Closed on one last month at 11 cap rate. Closing another this month at 11.75 cap rate. Closing another end of January at 10.7 cap rate. The goal between the existing cash flow and the estimated equity upside on the lease renewal to hit 2X total multiple to LP's in 3 years or under time. We typically do 8% pref starting out day 1 and split of cash flow thereafter 50/50 between LP and GP or we as GP charge 10% management fee of NOI it just depends on the deal. We tend to split equity upside 50/50 between LP and GP. Our minimum per deal is currently 200k but fixing to go to 300k due to investment demand.

I have been looking at lots of new offerings from multifamily syndicators and they throw big flyer saying all these returns and then you look into the pitch deck and it makes no sense to me. The LP investors think they must be missing some key item looking at all of the numbers so invest anyways. It boggles my mind.

Sorry John Teachout for your expected loss hopefully it doesn't happen. 

Post: My dilemma of trying to refinance a commercial property

Joel Owens
Agent
Pro Member
ModeratorPosted
  • Real Estate Broker
  • Canton, GA
  • Posts 15,174
  • Votes 11,256

If the location is an A but the tenant paying higher rent was a B or a C then replacing the location with an A tenant at slightly less rent in some cases you can actually increase the value.

Example if you had an (A) location QSR but tenant was Burger King franchisee and they went out the Burger King might sell at 7 cap. If Chick Fil A wanted to go on the site but pay 6k less a year those usually sell for 4 CAPS. So even though rent went down value went up with more desirable tenant. 

If location is strong and you can't replacement the rent dollar for dollar then replace to a better tenant and lease term to hold the dollar or increase the equity dollar value overall. 

Post: Refinancing a NNN

Joel Owens
Agent
Pro Member
ModeratorPosted
  • Real Estate Broker
  • Canton, GA
  • Posts 15,174
  • Votes 11,256

I know this property. The rent is not super high.  The tenant is not going to extend early out of the kindness of their heart.

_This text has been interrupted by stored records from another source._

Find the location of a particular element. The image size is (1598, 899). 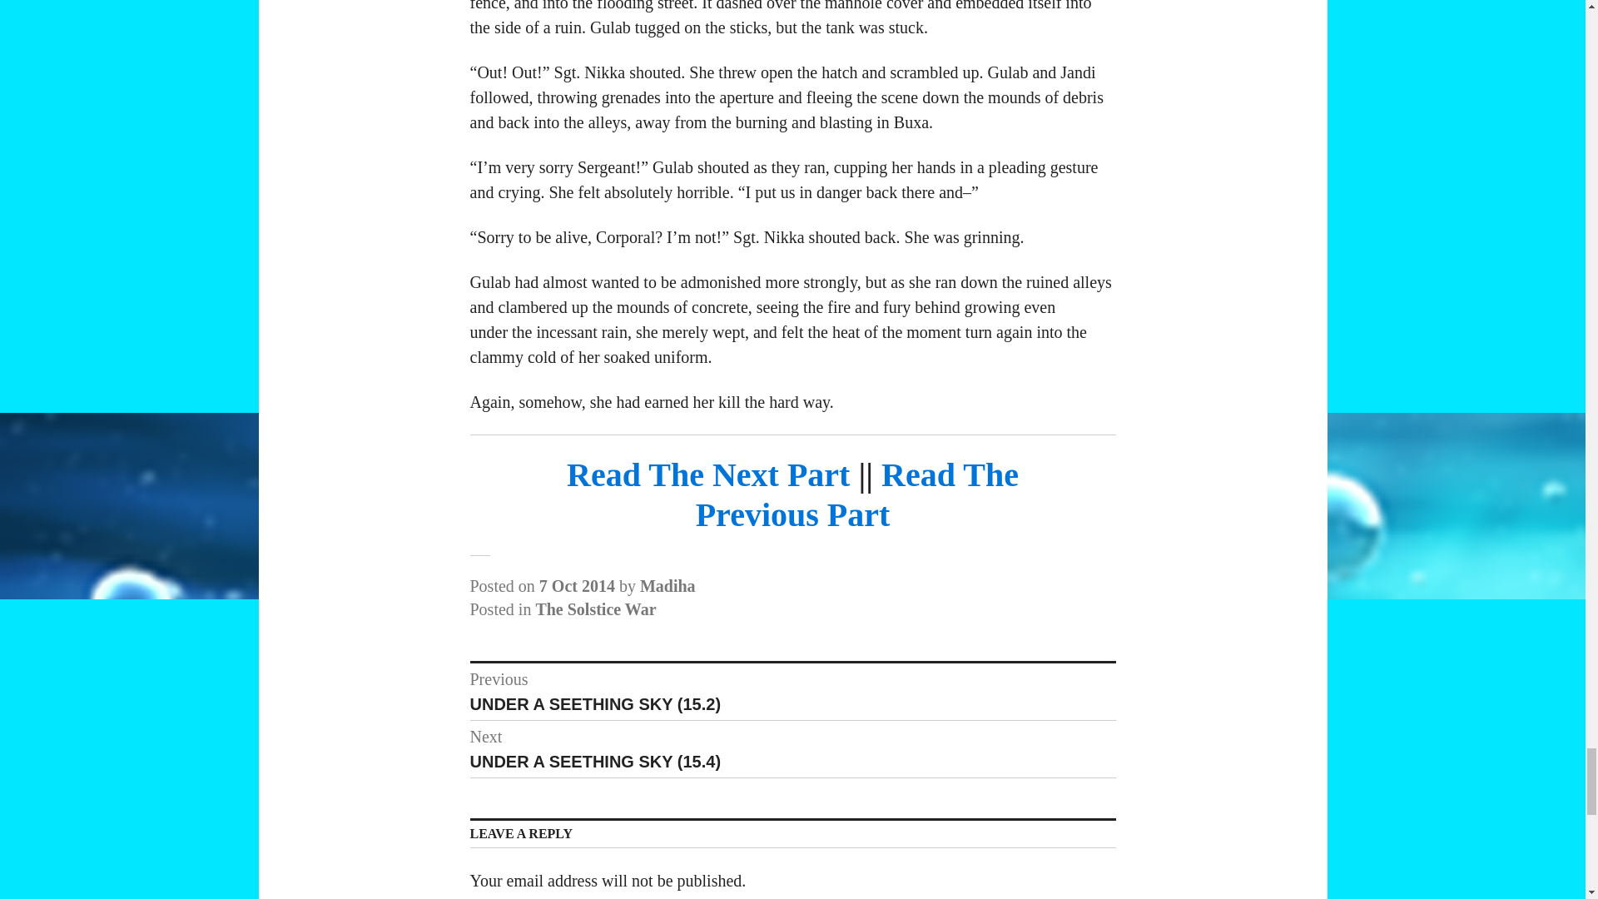

7 Oct 2014 is located at coordinates (578, 586).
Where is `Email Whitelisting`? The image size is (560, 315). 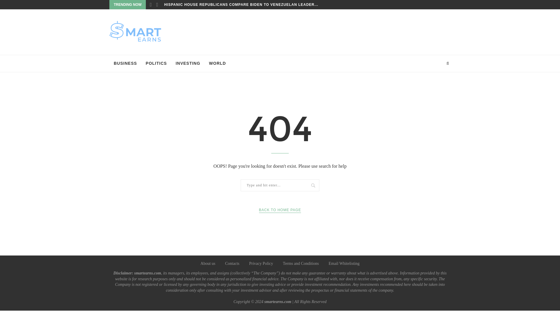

The existing lender knows the borrower and knows the tenant well. They are likely best shot at getting the loan re-upped. Plan out what you think your loan balance will be at the end of the loan period and calculate a new interest rate versus the old to see what DSCR ratio will be. See if you need to save up some money for the lease extension and any mortgage paydown to lower LTV and start saving now. 15 year primary term lease can be way more valuable. Reason is if you hold for 3 to 5 years before selling you still have 10 to 12 year primary ease for your buyer on exit to get best rates and term. That can help you sell for lower cap rate.

Post: MSO medical service organization investing

Joel Owens
Agent
Pro Member
ModeratorPosted
  • Real Estate Broker
  • Canton, GA
  • Posts 15,174
  • Votes 11,256

I buy blend and extends for cash nationally where I can extend the lease or backfill.

I buy at 10 cap rate or higher. I don't touch 8 caps with low years remaining on the lease.